I like to imagine that the three young people at the outside restaurant table have their heads bowed because they are all reading while waiting for their food. And maybe they are. But they aren't reading books. The world is in front of them, contained in tiny devices. Large or small, artist books, too, are able to open up a world, approach big subjects, broaden a view, expand a moment in time: what can make them work?

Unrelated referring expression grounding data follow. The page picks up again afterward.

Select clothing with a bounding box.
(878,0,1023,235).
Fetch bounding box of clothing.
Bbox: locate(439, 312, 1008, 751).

The activity of reading is usually solitary. The activity of making often is as well. Either way, the head is bowed in reverence to…what? There's that mystery again: the creative process, the things that inspire us, and where it all comes from. Imagine all that noise out there coming through a funnel with a filter—your filter—a way to make those large moments smaller so that a protest, a courtroom, seven dreams, or everything you saw on the street today make sense. And so you can make them into art: a story, poem, book, sculpture, orchestral work, play, video, comic—whatever medium you like. What would be cool is if you could take those large moments, fit them into the art, and then have the viewer/listener experience that largeness again. The book doesn't have to be bigger than your head but the concepts can be.
Another way to do this is to start with the small, then connect to the large (mentioned in this related post and this one). We rented a Polish film the other night called Big Animal that was seemingly about a camel that appears in a small town and the childless couple who adopt it, but turns out to be about something larger: intolerance and fear. The film has no villains, yet it has conflict and heart. Each person is made up of emotional and intellectual shades of grey—perhaps appropriate since this 2000 film is in black and white. The film takes you from the small problem of one couple to the larger problems of the world. A moment in time, expanded, possibly exploded.

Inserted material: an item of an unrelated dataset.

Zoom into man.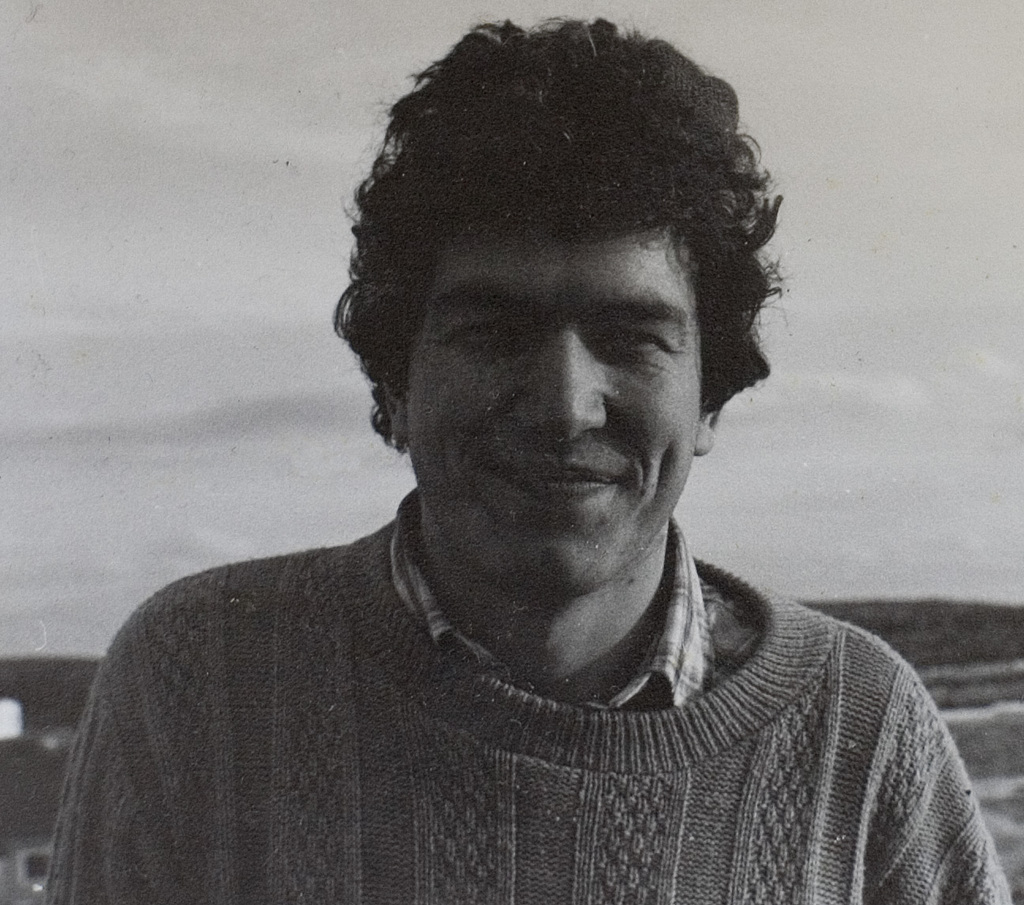
Zoom target: pyautogui.locateOnScreen(60, 26, 1009, 876).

An intriguing essay, "The Beaten Path" by Carlo McCormick in the excellent book Beautiful Losers: Contemporary Art & Street Culture takes up the back and forth, push and pull between the larger background of history, particularly art history, and the personally experienced, current moment. In his dynamic, hard-driving prose he shows how we yearn for an earlier time, disregard it, and/or rebel against it. When do we draw on what we have experienced in the past or what others have experienced or made and how do we make it relevant now? Chris Johanson, one of the artists whose work is shown in the book, has a piece in a monograph where he has painted the words, "This conceptual art is about human connections that can happen between people and how important it is to be in the moment with your people." Johanson's work deals with those interactions between people that are timeless, yet are depicted in his current style: paintings on boxes and walls, whole cities created from painted cardboard. His work also provides commentary on life today: one installation contained a "nice" store, "Nice Store / The store that treats people like people / that have individual needs."
Ultimately, my ideal book takes you in with your head bowed and back out again with an expanded mind. An hourglass where the sands change: the book is that narrowing of attention for a brief time that causes a thought to linger, transformed, as another world sifts and shifts into view.
The activity of reading is usually solitary. The activity of making often is as well. Either way, the head is bowed in reverence to…what? There's that mystery again: the creative process, the things that inspire us, and where it all comes from. Imagine all that noise out there coming through a funnel with a filter—your filter—a way to make those large moments smaller so that a protest, a courtroom, seven dreams, or everything you saw on the street today make sense. And so you can make them into art: a story, poem, book, sculpture, orchestral work, play, video, comic—whatever medium you like. What would be cool is if you could take those large moments, fit them into the art, and then have the viewer/listener experience that largeness again. The book doesn't have to be bigger than your head but the concepts can be.
Another way to do this is to start with the small, then connect to the large (mentioned in this related post and this one). We rented a Polish film the other night called Big Animal that was seemingly about a camel that appears in a small town and the childless couple who adopt it, but turns out to be about something larger: intolerance and fear. The film has no villains, yet it has conflict and heart. Each person is made up of emotional and intellectual shades of grey—perhaps appropriate since this 2000 film is in black and white. The film takes you from the small problem of one couple to the larger problems of the world. A moment in time, expanded, possibly exploded.
An intriguing essay, "The Beaten Path" by Carlo McCormick in the excellent book Beautiful Losers: Contemporary Art & Street Culture takes up the back and forth, push and pull between the larger background of history, particularly art history, and the personally experienced, current moment. In his dynamic, hard-driving prose he shows how we yearn for an earlier time, disregard it, and/or rebel against it. When do we draw on what we have experienced in the past or what others have experienced or made and how do we make it relevant now? Chris Johanson, one of the artists whose work is shown in the book, has a piece in a monograph where he has painted the words, "This conceptual art is about human connections that can happen between people and how important it is to be in the moment with your people." Johanson's work deals with those interactions between people that are timeless, yet are depicted in his current style: paintings on boxes and walls, whole cities created from painted cardboard. His work also provides commentary on life today: one installation contained a "nice" store, "Nice Store / The store that treats people like people / that have individual needs."
Ultimately, my ideal book takes you in with your head bowed and back out again with an expanded mind. An hourglass where the sands change: the book is that narrowing of attention for a brief time that causes a thought to linger, transformed, as another world sifts and shifts into view.